1) The best maps are no smaller than 40 hexes and no bigger than 60 hexes to a side. There can be exceptions, of course; my upcoming Operation Vesuvius map will be 30 X 60 because, well, the island of Corsica is shaped that way and those measurements fit the map template nicely. But no bigger than 60 hexes on any side, ever. Here is why: Think of how many turns it takes for a unit to move the length of a map from one end to the other. If the map of Corsica is 120 hexes long, and the average movement is 3 turns per hex, that means it would take 40 turns just to advance the unit from top to bottom. Now throw in some battles, and realize how many turns we are talking about. If the map's only 60 hexes long, the journey only takes 20 turns. 45 hexes, 15 turns.
2) I am also trying to keep my scenarios to 60 turns or less, and anything above 50 to be rare. It's like why most movies are only about 2 hours long; attention span can be exhausted thereafter.
3) The bigger the map, the more turns, but also the more units. That's another consideration involving attention span. If you have 100+ enemy units on your map, you need to have a similar number of friendly units to fight them. Moving 80, 90, 100 units each turn gets to be a chore, unfortunately. Also consider the AI "thinking" time, sorting out the moves for 100+ units.
4) So, to give you an example, when I sat down today to lay out the Axis order of battle for
Mareth Line, I was following my sources for the eight divisions involved. I was proceeding on a battalion level and when I was done with the third division, I projected and was flabbergasted to see that I would be up north of 140 units. So I went back and culled it back on a regiment level and was pleased to see eight Axis divisions come to
a bulky, but manageable, total of 75 units.* Mareth Line really was a big battle over a wide area.
5) In most scenarios, though, I like to keep the number of units to 50 or under per side depending on the situation.* Here is the key: Think in terms of what you are portraying, the size and breadth of it, and how big the map is; i.e., how much territory needs to be covered by the units involved. For example, I had to cut off any more units added to
Medenine, despite Colonel Y's urgings, because the battle occurs only in a small corner of the map I was using (I used the same map for the much larger
Mareth Line). In one scenario, there wasn't enough room. In another one, that same number of units would look sparse and scattered.
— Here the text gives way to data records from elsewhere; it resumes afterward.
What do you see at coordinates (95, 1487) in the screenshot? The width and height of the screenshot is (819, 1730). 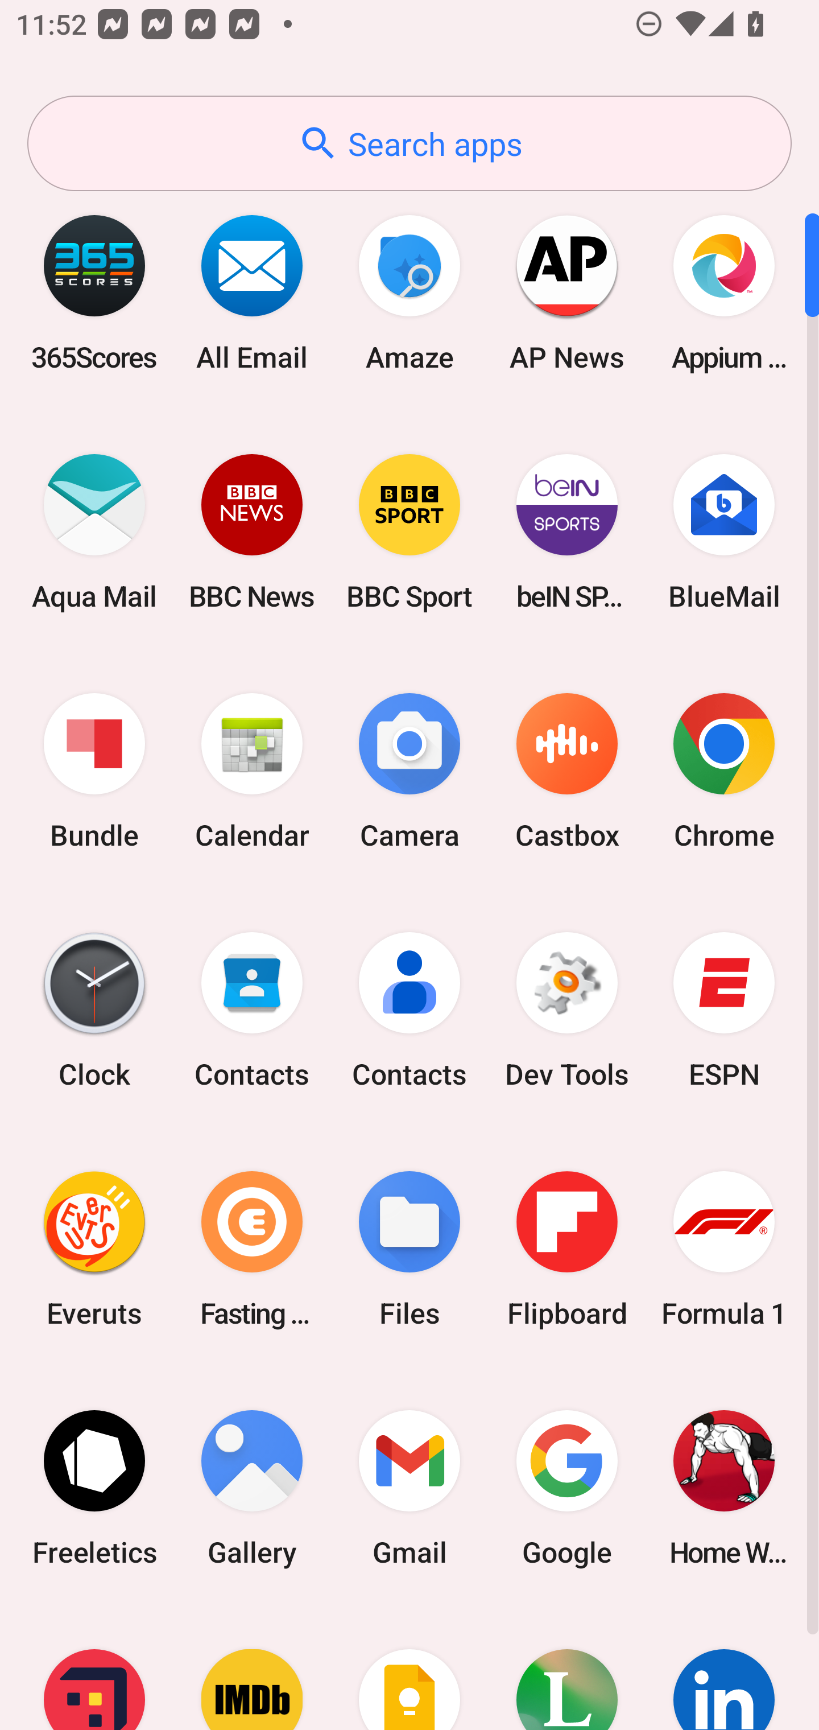 I see `Freeletics` at bounding box center [95, 1487].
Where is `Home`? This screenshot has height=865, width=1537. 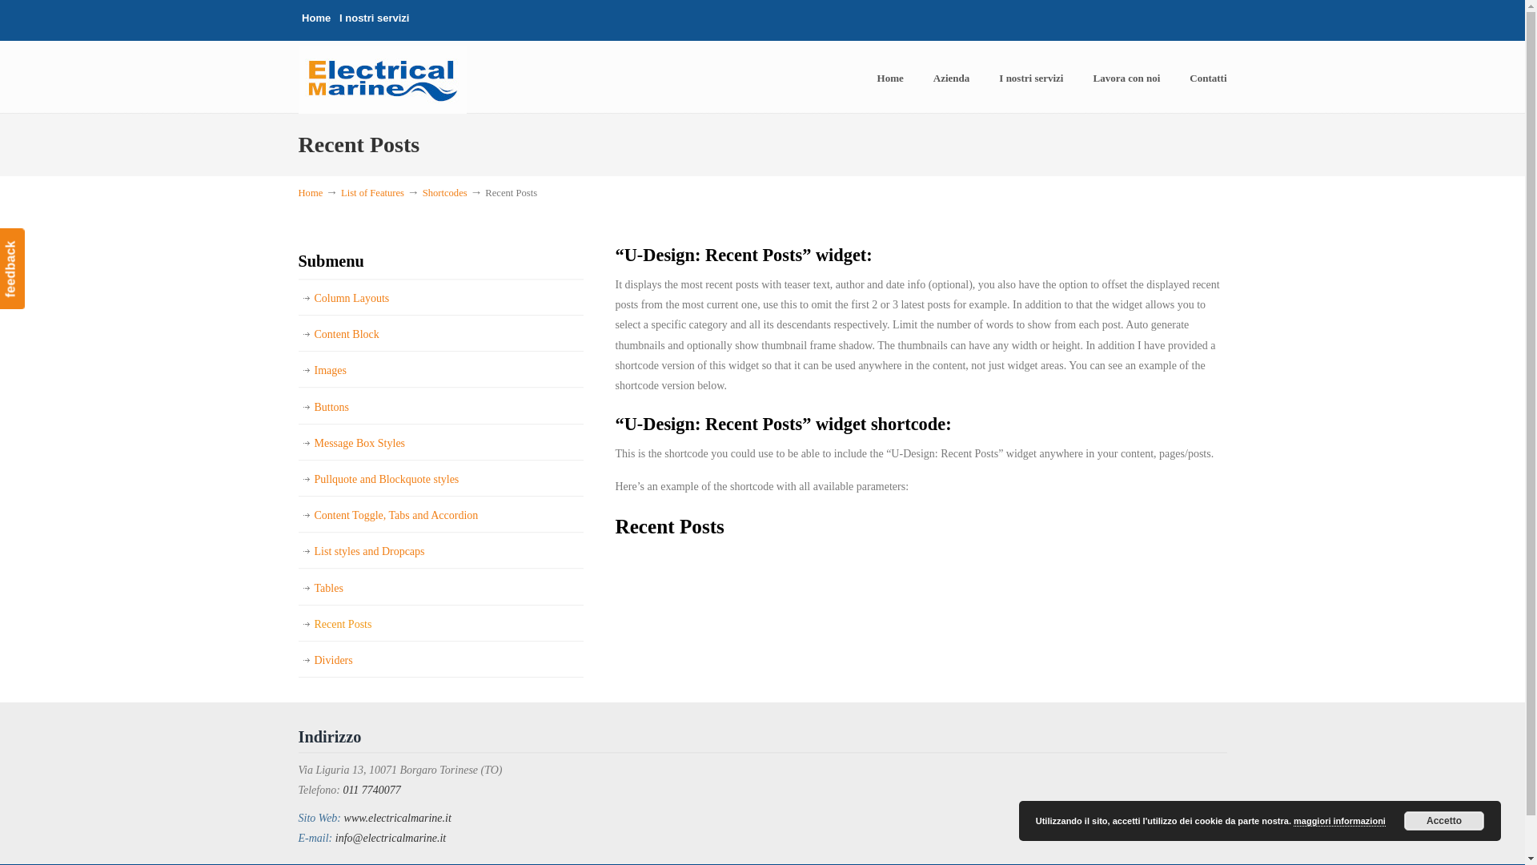 Home is located at coordinates (890, 78).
6) Only when you have considered all of the above should you decide whether to base your units on platoons, companies, battalions, regiments, brigades, or divisions. It's the number of units that matters; what unit size they represent is quite flexible in OOB.
And all this being said, you are still going to need feedback, your own and from other helpful souls, in order to fine-tune things because this is not an exact science by any means.